Creating policies, processes, and practices that create synergies is referred to as ‘bundles’ of practices. These practices act together to create synergy for the HR deliverables. This is also the core focus of the next step in the scorecard, aligning HR systems.
Aligning HR systems
System alignment is not about software systems. Rather, it is about aligning the different HR practices to create synergy.
For example, the employee branding efforts should focus on the type of workers that the employer is actually looking for. In addition, decreasing lead time by rushing through the process may lead to a lower quality of hire, resulting in a mismatch between what HR is doing, and some of the goals it tries to achieve.
Aligning these HR systems is key in performing on the HR deliverables.
Creating HR efficiencies
Traditionally, HR has focused a lot on creating efficiencies. When it comes to creating an HR scorecard, some efficiencies have to be thrown out of the window.
The simple reason here is that to get, for example, a higher quality of hire, your cost to hire someone might go up. In our example, the quality of hire is a strategic HR measurement.

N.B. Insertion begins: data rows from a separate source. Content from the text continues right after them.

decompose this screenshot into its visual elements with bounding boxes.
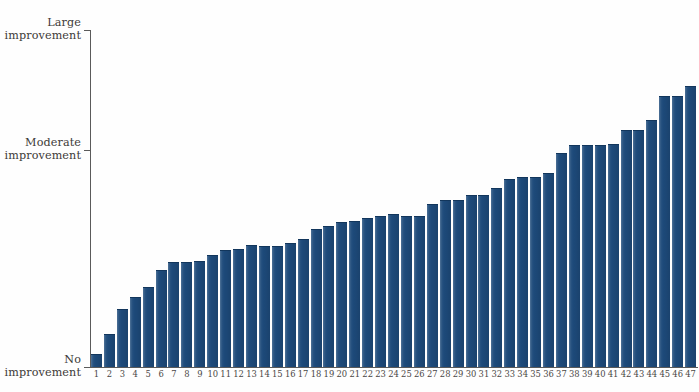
bar[interactable] bbox=[621, 130, 632, 367]
bar-slot bbox=[272, 30, 283, 367]
bar[interactable] bbox=[207, 255, 218, 367]
bar-slot bbox=[91, 30, 102, 367]
bar[interactable] bbox=[491, 188, 502, 367]
bar-slot bbox=[569, 30, 580, 367]
bar[interactable] bbox=[168, 262, 179, 367]
bar[interactable] bbox=[311, 229, 322, 367]
bar[interactable] bbox=[453, 200, 464, 367]
bar[interactable] bbox=[659, 96, 670, 367]
bar-slot bbox=[181, 30, 192, 367]
bar[interactable] bbox=[362, 218, 373, 367]
bar[interactable] bbox=[375, 216, 386, 367]
bar-slot bbox=[685, 30, 696, 367]
bar-slot bbox=[621, 30, 632, 367]
bar-slot bbox=[233, 30, 244, 367]
x-axis-tick-labels: 1234567891011121314151617181920212223242… bbox=[91, 369, 698, 385]
bar[interactable] bbox=[530, 177, 541, 367]
bar-slot bbox=[543, 30, 554, 367]
y-axis-label-moderate-line1: Moderate bbox=[5, 137, 81, 150]
bar[interactable] bbox=[156, 270, 167, 367]
plot-area bbox=[91, 30, 698, 367]
bar[interactable] bbox=[401, 216, 412, 367]
bar-slot bbox=[504, 30, 515, 367]
bar[interactable] bbox=[117, 309, 128, 367]
bar[interactable] bbox=[336, 222, 347, 367]
bar[interactable] bbox=[633, 130, 644, 367]
y-axis-label-large: Large improvement bbox=[5, 17, 81, 42]
bar[interactable] bbox=[582, 145, 593, 367]
bar-slot bbox=[491, 30, 502, 367]
bar-slot bbox=[595, 30, 606, 367]
bar[interactable] bbox=[130, 297, 141, 367]
bar-slot bbox=[285, 30, 296, 367]
bar[interactable] bbox=[220, 250, 231, 367]
bar-slot bbox=[130, 30, 141, 367]
bar[interactable] bbox=[504, 179, 515, 367]
bar-slot bbox=[672, 30, 683, 367]
bar[interactable] bbox=[685, 86, 696, 367]
bar-slot bbox=[194, 30, 205, 367]
bar[interactable] bbox=[608, 144, 619, 367]
bar-slot bbox=[104, 30, 115, 367]
y-axis-label-moderate-line2: improvement bbox=[5, 150, 81, 163]
bar[interactable] bbox=[556, 153, 567, 367]
bar[interactable] bbox=[91, 354, 102, 367]
bar[interactable] bbox=[543, 173, 554, 367]
bar-slot bbox=[259, 30, 270, 367]
bar[interactable] bbox=[466, 195, 477, 367]
y-axis-label-moderate: Moderate improvement bbox=[5, 137, 81, 162]
bar-slot bbox=[530, 30, 541, 367]
bar[interactable] bbox=[143, 287, 154, 367]
bar[interactable] bbox=[323, 226, 334, 367]
bar-slot bbox=[414, 30, 425, 367]
bar-slot bbox=[388, 30, 399, 367]
bar-slot bbox=[453, 30, 464, 367]
y-axis-label-none-line2: improvement bbox=[5, 367, 81, 380]
bar-slot bbox=[156, 30, 167, 367]
bar-slot bbox=[427, 30, 438, 367]
bar[interactable] bbox=[414, 216, 425, 367]
bar[interactable] bbox=[259, 246, 270, 367]
bar-slot bbox=[323, 30, 334, 367]
bar-slot bbox=[582, 30, 593, 367]
bar[interactable] bbox=[349, 221, 360, 367]
bar-slot bbox=[401, 30, 412, 367]
bar-slot bbox=[556, 30, 567, 367]
bar[interactable] bbox=[181, 262, 192, 367]
bar-slot bbox=[646, 30, 657, 367]
x-axis-line bbox=[90, 367, 698, 368]
bar[interactable] bbox=[595, 145, 606, 367]
bar-slot bbox=[143, 30, 154, 367]
bar[interactable] bbox=[246, 245, 257, 367]
bar-slot bbox=[659, 30, 670, 367]
bar-slot bbox=[466, 30, 477, 367]
y-axis-tick-large bbox=[84, 30, 91, 31]
bar[interactable] bbox=[478, 195, 489, 367]
bar[interactable] bbox=[672, 96, 683, 367]
bar[interactable] bbox=[427, 204, 438, 367]
bar[interactable] bbox=[194, 261, 205, 367]
bar-chart: Large improvement Moderate improvement N… bbox=[0, 0, 699, 392]
bar[interactable] bbox=[569, 145, 580, 367]
bar[interactable] bbox=[272, 246, 283, 367]
bar[interactable] bbox=[285, 243, 296, 367]
bar[interactable] bbox=[388, 214, 399, 367]
bar[interactable] bbox=[440, 200, 451, 367]
bar-slot bbox=[168, 30, 179, 367]
bar-slot bbox=[362, 30, 373, 367]
y-axis-label-none-line1: No bbox=[5, 354, 81, 367]
bar[interactable] bbox=[233, 249, 244, 367]
bar[interactable] bbox=[646, 120, 657, 367]
bar-slot bbox=[633, 30, 644, 367]
bar-slot bbox=[478, 30, 489, 367]
bar[interactable] bbox=[298, 239, 309, 367]
bar-slot bbox=[207, 30, 218, 367]
bar[interactable] bbox=[517, 177, 528, 367]
bar-slot bbox=[117, 30, 128, 367]
bar-slot bbox=[349, 30, 360, 367]
bar-slot bbox=[608, 30, 619, 367]
y-axis-label-large-line1: Large bbox=[5, 17, 81, 30]
bar[interactable] bbox=[104, 334, 115, 367]
bar-slot bbox=[298, 30, 309, 367]
x-axis-tick-label: 47 bbox=[682, 369, 699, 380]
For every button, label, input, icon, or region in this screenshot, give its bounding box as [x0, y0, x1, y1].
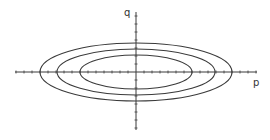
p-axis-label: p [253, 77, 259, 88]
axes [15, 12, 257, 130]
phase-plot: p q [0, 0, 270, 140]
q-axis-label: q [124, 7, 130, 18]
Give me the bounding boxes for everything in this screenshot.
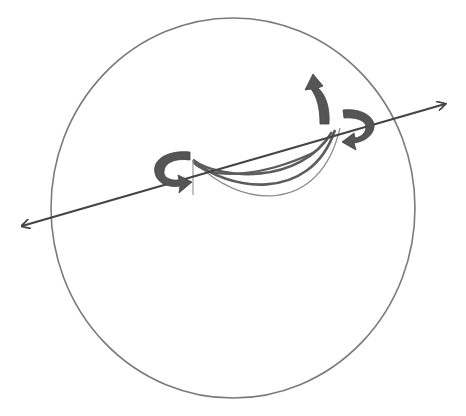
sphere-outline — [51, 18, 415, 398]
diagram-canvas — [0, 0, 466, 416]
rotation-arcs — [193, 128, 340, 196]
sphere-diagram — [0, 0, 466, 416]
up-rotation-arrow-icon — [305, 74, 329, 124]
rotation-axis — [22, 104, 445, 226]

Investing money into increasing the quality of hire is well worth it. This justifies investments in assessments, employer branding projects, and other HR initiatives that boost the main HR deliverables.
The HR balanced scorecard
A common misconception is that there is an HR balanced scorecard. The HR balanced scorecard is a mix-up of the HR scorecard and the balanced scorecard.
The balanced scorecard was first published about by Kaplan and Norton in the early ‘90s. In 1996 the two published a book that bore that title.
The balanced scorecard is a strategy performance management tool. The scorecard lists financials goals, customer goals, internal business goals, and innovation & learning goals. These four goals give a good overview of what the company tries to achieve, i.e. the company strategy.
As we know, the HR strategy follows the business strategy, so the HR scorecard is heavily influenced by the business scorecard. Indeed, the HR scorecard takes the strategy as defined in the balanced scorecard as the starting point and then identifies the HR deliverables that drive these outcomes. However, do keep in mind that both are different documents!
The HR scorecard: a critique
In a 2019 podcast interview, Dave Ulrich, one of the writers of the original 2001 publication on the HR scorecard, said the following:
“I co-authored a book called The HR Scorecard. Today I should be shocked because it is not about the HR scorecard. What we’ve found is that when you looked at information and HR people who know People Analytics, the HR pieces of that, that doesn’t drive business results. But when you look at the information that connects the marketplace to the company, it had the single biggest predictor of the business result, as an organizational capability. We called that external sensing.”
External sensing is the idea that you look at market opportunities for customers and investors. Bringing that into the company is the biggest driver of business results. The key is, therefore, to link metrics and analytics to the business.
Although not really a critique, it is a warning about the intention of the HR scorecard. The HR scorecard should not be about HR – it is about enabling market opportunities, building competitive advantage, and driving business results.
According to Ulrich: “I often start with a question [when I talk] with business leaders or HR leaders. What is the most important or best thing HR can give an employee? It’s an interesting question ‘cuz it triggers a dialogue. The answers are usually a sense of purpose, a sense of belonging, opportunities to learn, compensation, teamwork. And my answer is: you’ve missed it. The most important thing HR can give an employee is a company that wins in the marketplace.”